Bricks are one of the most common materials in architecture and construction. With recorded uses dating back over 9000 years, brick traces its origins to mud and straw adobe blocks as found in Africa, southern Asian and southern American regions where hot, dry climates quickly dried and cured the earth bricks naturally in the heat. Clay bricks were used extensively throughout the Roman Empire thanks to the Romans’ invention of the mobile kiln, an innovation on the kiln used by ancient Egyptian builders to fire clay mixtures when placed in moulds, which enabled brick manufacture across Rome’s territories, using an increased range of local clay and soil compositions. Bricks were then regularly used in Europe from around the 12th century, when northern European countries traded materials, knowledge and design ideologies with Italy during the Gothic and Renaissance eras, spreading the use of Roman designs and construction methods, until dying out for a period due to bricks’ inability to recreate the intricate shapes of ornament and decoration associated with these styles.
The exploration of new forms and manufacturing methods seen a return to popularity, combined with their increasingly popular reputation as a replacement to timber in densely populated cities in the 17th century, particularly London, due to their far superior fire retarding properties, following a spate of particularly serious, destructive urban fires that ripped through older timber building stock. Other cities followed suit during the 18th century industrial revolution as bricks proved a hardy, enduring, cost effective, simple to construct, reliable, impervious, consistently dimensioned building unit protecting against damp air and wet ground conditions, especially after the invention of fast, mass manufacturing techniques. Brick was then popularised in northern America and other English, Belgian, Dutch, French, Spanish and Portuguese territories, through early émigrés taking their masonry skills abroad.
They remain popular due to their readily available raw materials, simple manufacture, low cost, ease of maintenance, basic-skilled assembly and attractive variety of colours, textures and finishes. Modern brick can be cut to standard sizes to form a versatile, durable building product, or specially manufactured to suit a variety of angles, curves and unique shapes for decorative purposes on organic forms. Hard-wearing and with excellent structural and thermal properties, they are a popular, efficient, human-scaled material for paving, load-bearing walls, cladding systems, landscaping and interior decorative walls, while a variety of finishes and palettes within the one product can create rustic, weathered, industrial aesthetics increasingly popular in bespoke, contemporary domestic, hospitality and workplace environments; practical, perfunctory settings; or decorative façades. Preferred for their domestic, human scale, bricks are one of the easiest construction materials to handle and build with when combined and laid with cementitious mortars. They are well suited to domestic, care, primary education and community building types in all climatic settings provided they are manufactured correctly and to the right specifications with respect to their locale.
Burnt clay bricks are amongst the most traditional form of brick, displaying a rich variety of natural colours due to the chemical properties of the clay used, ranging from silvers, blues and flecks of white to yellows, oranges, reds and burnt brown. The bricks have a slightly rough, worn surface texture, which is desired for creating rustic aesthetics, or to match older, weathered brick on existing buildings. The range of colours make this particular brick useful for tying into existing projects, or to stand out against neutral bricks or less vibrant materials. The combination of deep navy and grey-blues with sandy, golden and rust tones creates a pleasantly gentle warm, mellow, feel. Clay bricks are an ideal material for use on domestic, healthcare and education façades and interiors due to their human scale and reassuring, natural colours and radiant warmth, or for large scale projects as they are cheap to produce and lay on site.
This image is a seamless brick texture with burnt clay bricks arranged in a 1/3 running bond pattern. Seamless textures can be tiled repeatedly across a surface without visible seams making them useful for architectural drawings and 3D models. This image can be used as a SketchUp texture, Revit material or imported into Photoshop for use in 2D illustrations. A high resolution version of this texture is available, as well as CAD hatches and PBR maps with Architextures Pro.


Required action:
In the following listing, find the lines containing "development" and report them.

Input data:

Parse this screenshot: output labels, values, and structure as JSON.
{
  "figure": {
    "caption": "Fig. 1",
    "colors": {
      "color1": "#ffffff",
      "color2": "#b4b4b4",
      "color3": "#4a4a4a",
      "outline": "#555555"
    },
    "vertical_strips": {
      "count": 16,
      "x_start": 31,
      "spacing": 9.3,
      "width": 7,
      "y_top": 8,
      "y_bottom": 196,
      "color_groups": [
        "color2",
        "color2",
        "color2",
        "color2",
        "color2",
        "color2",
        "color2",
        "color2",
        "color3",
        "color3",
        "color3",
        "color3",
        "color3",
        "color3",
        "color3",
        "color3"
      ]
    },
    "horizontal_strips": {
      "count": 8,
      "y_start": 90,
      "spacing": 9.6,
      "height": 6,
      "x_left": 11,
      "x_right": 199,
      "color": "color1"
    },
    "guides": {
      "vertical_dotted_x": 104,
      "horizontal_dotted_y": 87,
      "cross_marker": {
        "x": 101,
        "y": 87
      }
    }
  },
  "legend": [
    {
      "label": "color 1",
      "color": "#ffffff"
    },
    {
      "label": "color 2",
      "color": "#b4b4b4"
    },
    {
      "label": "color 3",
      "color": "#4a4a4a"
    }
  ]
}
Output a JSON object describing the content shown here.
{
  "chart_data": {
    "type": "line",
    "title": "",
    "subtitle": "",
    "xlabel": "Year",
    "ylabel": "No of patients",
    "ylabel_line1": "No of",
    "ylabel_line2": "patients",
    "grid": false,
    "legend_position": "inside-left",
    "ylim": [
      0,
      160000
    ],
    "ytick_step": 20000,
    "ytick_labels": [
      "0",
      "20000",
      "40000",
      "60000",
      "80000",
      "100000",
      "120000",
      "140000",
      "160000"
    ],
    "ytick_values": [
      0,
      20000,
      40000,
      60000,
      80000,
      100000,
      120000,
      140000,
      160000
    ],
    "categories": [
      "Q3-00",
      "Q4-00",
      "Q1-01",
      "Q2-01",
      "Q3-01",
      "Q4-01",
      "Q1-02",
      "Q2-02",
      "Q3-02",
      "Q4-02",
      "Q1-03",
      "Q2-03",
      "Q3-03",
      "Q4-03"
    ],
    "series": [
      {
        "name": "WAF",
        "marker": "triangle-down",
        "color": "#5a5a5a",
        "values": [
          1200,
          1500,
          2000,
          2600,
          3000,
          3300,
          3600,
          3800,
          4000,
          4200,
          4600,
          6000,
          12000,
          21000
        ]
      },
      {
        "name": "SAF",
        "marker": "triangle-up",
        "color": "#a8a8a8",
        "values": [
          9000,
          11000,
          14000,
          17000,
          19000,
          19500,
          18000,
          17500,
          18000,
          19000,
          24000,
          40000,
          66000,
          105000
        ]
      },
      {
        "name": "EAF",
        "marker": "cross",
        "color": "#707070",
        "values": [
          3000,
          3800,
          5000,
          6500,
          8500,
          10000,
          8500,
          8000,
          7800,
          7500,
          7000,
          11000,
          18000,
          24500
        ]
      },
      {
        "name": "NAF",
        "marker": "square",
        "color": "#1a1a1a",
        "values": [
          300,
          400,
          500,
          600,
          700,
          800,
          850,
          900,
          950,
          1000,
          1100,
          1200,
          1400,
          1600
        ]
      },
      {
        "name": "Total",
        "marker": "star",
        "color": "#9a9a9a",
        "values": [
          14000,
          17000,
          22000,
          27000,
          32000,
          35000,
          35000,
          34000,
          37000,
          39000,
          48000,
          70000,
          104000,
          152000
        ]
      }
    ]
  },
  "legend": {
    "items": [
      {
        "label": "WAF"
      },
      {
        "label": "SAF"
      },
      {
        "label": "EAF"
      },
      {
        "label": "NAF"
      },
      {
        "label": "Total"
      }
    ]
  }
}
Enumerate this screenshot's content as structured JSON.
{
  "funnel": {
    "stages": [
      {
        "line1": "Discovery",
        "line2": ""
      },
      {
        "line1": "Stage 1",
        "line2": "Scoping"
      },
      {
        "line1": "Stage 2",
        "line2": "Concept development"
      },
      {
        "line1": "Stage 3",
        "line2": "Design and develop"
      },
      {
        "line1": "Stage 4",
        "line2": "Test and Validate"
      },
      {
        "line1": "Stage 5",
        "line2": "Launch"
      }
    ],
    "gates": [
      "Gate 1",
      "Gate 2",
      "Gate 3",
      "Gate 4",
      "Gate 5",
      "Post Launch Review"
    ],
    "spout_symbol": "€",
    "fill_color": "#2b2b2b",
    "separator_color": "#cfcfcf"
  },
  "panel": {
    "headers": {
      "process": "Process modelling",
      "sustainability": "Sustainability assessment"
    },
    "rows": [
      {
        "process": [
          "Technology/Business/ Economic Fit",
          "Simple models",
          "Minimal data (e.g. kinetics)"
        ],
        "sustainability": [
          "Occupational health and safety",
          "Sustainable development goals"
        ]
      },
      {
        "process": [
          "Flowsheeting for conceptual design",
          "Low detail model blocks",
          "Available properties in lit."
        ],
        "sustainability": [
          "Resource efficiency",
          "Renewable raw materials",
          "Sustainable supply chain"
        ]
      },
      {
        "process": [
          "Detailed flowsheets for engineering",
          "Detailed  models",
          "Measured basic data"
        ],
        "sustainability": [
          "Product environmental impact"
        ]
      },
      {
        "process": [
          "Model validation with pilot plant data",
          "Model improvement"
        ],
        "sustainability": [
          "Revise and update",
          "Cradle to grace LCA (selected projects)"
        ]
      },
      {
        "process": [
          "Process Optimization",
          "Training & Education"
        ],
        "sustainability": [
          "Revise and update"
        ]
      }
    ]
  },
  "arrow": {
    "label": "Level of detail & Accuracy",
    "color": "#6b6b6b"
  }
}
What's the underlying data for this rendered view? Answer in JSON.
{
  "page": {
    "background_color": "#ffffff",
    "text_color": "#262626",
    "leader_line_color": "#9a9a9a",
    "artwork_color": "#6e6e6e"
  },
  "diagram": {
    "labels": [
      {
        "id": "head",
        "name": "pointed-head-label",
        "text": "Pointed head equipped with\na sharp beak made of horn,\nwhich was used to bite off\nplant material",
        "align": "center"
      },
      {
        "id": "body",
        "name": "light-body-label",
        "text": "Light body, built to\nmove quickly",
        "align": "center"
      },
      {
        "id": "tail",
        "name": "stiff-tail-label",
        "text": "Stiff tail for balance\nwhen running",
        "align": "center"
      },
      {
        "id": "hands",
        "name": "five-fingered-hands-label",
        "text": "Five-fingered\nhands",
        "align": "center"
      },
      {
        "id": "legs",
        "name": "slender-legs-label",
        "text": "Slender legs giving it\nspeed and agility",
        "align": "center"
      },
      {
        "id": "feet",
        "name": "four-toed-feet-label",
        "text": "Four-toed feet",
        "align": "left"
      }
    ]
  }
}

Written answer:
        "line2": "Concept development"
          "Sustainable development goals"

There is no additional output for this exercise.